BJP pulled a fast one on the Opposition, Congress-I in particular.
That Samajwadi Party too fell in its trawl is a tribute to BJP's
seasoned cunning and commitment to a totally unscrupulous politics.
That the NDA's "secular" allies were treated as less than poodles is
a stigma to the poodles not the partners.
Mayawati had been successfully recruited in UP to further the BJP
agenda. She had those beaten and jailed in Faizabad who had gathered
to commemmorate the heroes of 1857. Mulayam promptly followed suit at
the Centre. He may end up similarly rewarded.
To cover up the Gujarat genocide of Muslims and continue the
India-wide carnage against minorities steadily and stubbornly, to win
the Assembly elections in that graveyard of Hinduism through illicit
means and quotidian tyranny, to prove that minorities voting others
and not saffronazis to power would forfeit their life, BJP needed a
political dummy on Raisina Hill. It had one handy in A. Kalam, doctor
honoris causa, whom it had selected four years ago for being a
"model" Muslim. In a number of ways Kalam gave proof that he was
willing to be used. He landed the presidency as a reward for his
political innocence, to put it mildly. But he has imperilled gravely
not only the India minorities but much else besides. He is an ill
omen.
His ascent to presidency should be seen as paving the way for the
evil designs that Hindutva would execute with impunity.
Two events would suffice to illuminate the blueprint of its dark
chamber of skull and bones. One, Katiyar, of very unsavory Bajrangi
reputation in Faizabad-Ayodhya, has been appointed BJP chief in UP.
It means social turmoil will roil UP in a major way. It is calculated
to win Hindu votes towards BJP's poll victory prospectively. Two, a
container of relief goods and medicines marked for Muslim victims of
Gujarat pogroms shipped from Canada, docked in Bombay since May 25,
is being denied clearance under this or that rule. Recall, Anand's
film Jang aur Aman being similarly (mis)treated.
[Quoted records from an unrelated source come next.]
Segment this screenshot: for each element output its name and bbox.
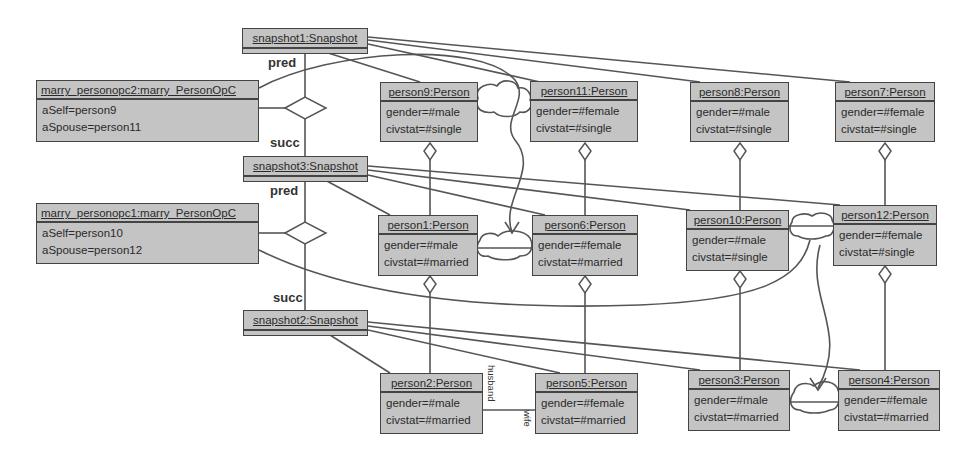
attribute-civstat: civstat=#single: [841, 121, 929, 138]
object-title: person12:Person: [834, 206, 936, 225]
person10-object[interactable]: person10:Person gender=#malecivstat=#sin…: [686, 210, 789, 271]
succ-role-label: succ: [273, 290, 303, 305]
person6-object[interactable]: person6:Person gender=#femalecivstat=#ma…: [532, 215, 638, 276]
object-title: person2:Person: [381, 374, 482, 393]
object-title: person11:Person: [531, 82, 637, 101]
object-title: snapshot2:Snapshot: [244, 311, 367, 331]
pred-role-label: pred: [270, 183, 298, 198]
object-title: person8:Person: [691, 83, 788, 102]
object-title: person10:Person: [687, 211, 788, 230]
attribute-gender: gender=#female: [844, 392, 934, 409]
attribute-gender: gender=#male: [386, 395, 477, 412]
attribute-gender: gender=#male: [692, 232, 783, 249]
snapshot2-object[interactable]: snapshot2:Snapshot: [243, 310, 368, 336]
attribute-aspouse: aSpouse=person12: [42, 242, 253, 259]
attribute-gender: gender=#female: [538, 237, 632, 254]
object-title: person9:Person: [381, 83, 477, 102]
attribute-civstat: civstat=#married: [384, 254, 472, 271]
attribute-civstat: civstat=#single: [386, 121, 472, 138]
snapshot3-object[interactable]: snapshot3:Snapshot: [243, 156, 368, 182]
attribute-civstat: civstat=#married: [541, 412, 632, 429]
person9-object[interactable]: person9:Person gender=#malecivstat=#sing…: [380, 82, 478, 142]
attribute-aself: aSelf=person9: [42, 102, 253, 119]
marry-personopc1-object[interactable]: marry_personopc1:marry_PersonOpC aSelf=p…: [36, 203, 259, 264]
husband-role-label: husband: [486, 365, 497, 401]
attribute-civstat: civstat=#married: [844, 409, 934, 426]
object-title: person7:Person: [836, 83, 934, 102]
object-title: person4:Person: [839, 371, 939, 390]
object-title: person6:Person: [533, 216, 637, 235]
attribute-civstat: civstat=#single: [839, 244, 931, 261]
wife-role-label: wife: [522, 410, 533, 427]
object-title: snapshot1:Snapshot: [243, 29, 367, 49]
attribute-civstat: civstat=#single: [696, 121, 783, 138]
person12-object[interactable]: person12:Person gender=#femalecivstat=#s…: [833, 205, 937, 266]
person8-object[interactable]: person8:Person gender=#malecivstat=#sing…: [690, 82, 789, 142]
person3-object[interactable]: person3:Person gender=#malecivstat=#marr…: [688, 370, 790, 431]
person1-object[interactable]: person1:Person gender=#malecivstat=#marr…: [378, 215, 478, 276]
attribute-gender: gender=#male: [694, 392, 784, 409]
object-title: snapshot3:Snapshot: [244, 157, 367, 177]
attribute-gender: gender=#male: [696, 104, 783, 121]
attribute-gender: gender=#male: [384, 237, 472, 254]
attribute-civstat: civstat=#married: [538, 254, 632, 271]
attribute-gender: gender=#female: [541, 395, 632, 412]
attribute-aspouse: aSpouse=person11: [42, 119, 253, 136]
person11-object[interactable]: person11:Person gender=#femalecivstat=#s…: [530, 81, 638, 142]
object-title: marry_personopc1:marry_PersonOpC: [37, 204, 258, 223]
object-title: person5:Person: [536, 374, 637, 393]
marry-personopc2-object[interactable]: marry_personopc2:marry_PersonOpC aSelf=p…: [36, 80, 259, 142]
attribute-gender: gender=#female: [536, 103, 632, 120]
attribute-gender: gender=#female: [839, 227, 931, 244]
object-title: marry_personopc2:marry_PersonOpC: [37, 81, 258, 100]
attribute-civstat: civstat=#married: [694, 409, 784, 426]
pred-role-label: pred: [268, 55, 296, 70]
attribute-civstat: civstat=#single: [692, 249, 783, 266]
attribute-civstat: civstat=#married: [386, 412, 477, 429]
person5-object[interactable]: person5:Person gender=#femalecivstat=#ma…: [535, 373, 638, 434]
attribute-aself: aSelf=person10: [42, 225, 253, 242]
snapshot1-object[interactable]: snapshot1:Snapshot: [242, 28, 368, 54]
person2-object[interactable]: person2:Person gender=#malecivstat=#marr…: [380, 373, 483, 434]
object-title: person1:Person: [379, 216, 477, 235]
snapshot-link-diamond: [285, 222, 326, 244]
attribute-gender: gender=#male: [386, 104, 472, 121]
person4-object[interactable]: person4:Person gender=#femalecivstat=#ma…: [838, 370, 940, 431]
person7-object[interactable]: person7:Person gender=#femalecivstat=#si…: [835, 82, 935, 142]
attribute-gender: gender=#female: [841, 104, 929, 121]
succ-role-label: succ: [270, 135, 300, 150]
snapshot-link-diamond: [285, 97, 326, 119]
object-title: person3:Person: [689, 371, 789, 390]
object-diagram: snapshot1:Snapshot snapshot3:Snapshot sn…: [0, 0, 977, 462]
attribute-civstat: civstat=#single: [536, 120, 632, 137]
It is for this overall preparation of inducting Hindu Rashtra through
walls of fire and rivers of blood that "reliable" persons are needed.
One is Katiyar, the other is Kalam. They fill well the BJP bill of
qualifications. At one level they share something. Katiyar knows
nothing except politics of crime. Kalam knows nothing except
technology.
As a pliant bureaucrat he may outdo Katiyar in being useful to BJP.
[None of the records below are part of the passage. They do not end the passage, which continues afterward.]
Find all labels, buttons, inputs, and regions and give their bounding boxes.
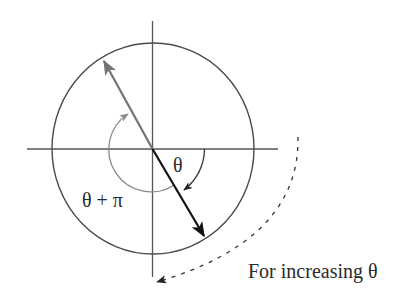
theta-plus-pi-arc — [109, 114, 174, 192]
direction-note-label: For increasing θ — [248, 260, 378, 283]
theta-plus-pi-label: θ + π — [82, 189, 123, 211]
polar-angle-diagram: θ θ + π For increasing θ — [0, 0, 420, 299]
theta-label: θ — [173, 154, 183, 176]
theta-arc — [184, 149, 205, 190]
A sidebar: The earthquake relief, that poured from all over, swelled
the coffers of HinduNazis; some lucky ones bought and built second
and third houses. The swayamsewaks (self-servers) did well for
themselves as they alone can do. Not for nothing are they known as
Rashtra Sanharak Sangh (Destroyers of the Nation, Inc.) and Rashtriya
Shatru Sangh (Enemies of the Nation, Inc.).
_____
#7.
> > NATIONAL CONVENTION FOR PEACE, SECULARISM AND
> > DEMOCRACY
> > GUJARAT GENOCIDE-COMMUNAL FASCISM
> > FROM AYODHYA TO AHMEDABAD
> >
> > VENUE: RASHTRIYA MILL MAZDOOR SANGHA,MAZDOOR MANZIL,
> > BEHIND TATA CANCER HOSPITAL, G. D. AMBEKAR ROAD,PAREL
> > MUMBAI 400 012
> > 13/14 JULY 2002
> > 9am ONWARDS
> > UDAY MEHTA, JATIN DESAI, SUBODH MORE, FEROZE H.
> > MITHIBORWALA,RAM PUNIYANI, VIBHUTI PATEL, A. D.
> > GOLANDAZ,SHYAM GAIKWAD AND ADV. SAEED AKHTAR.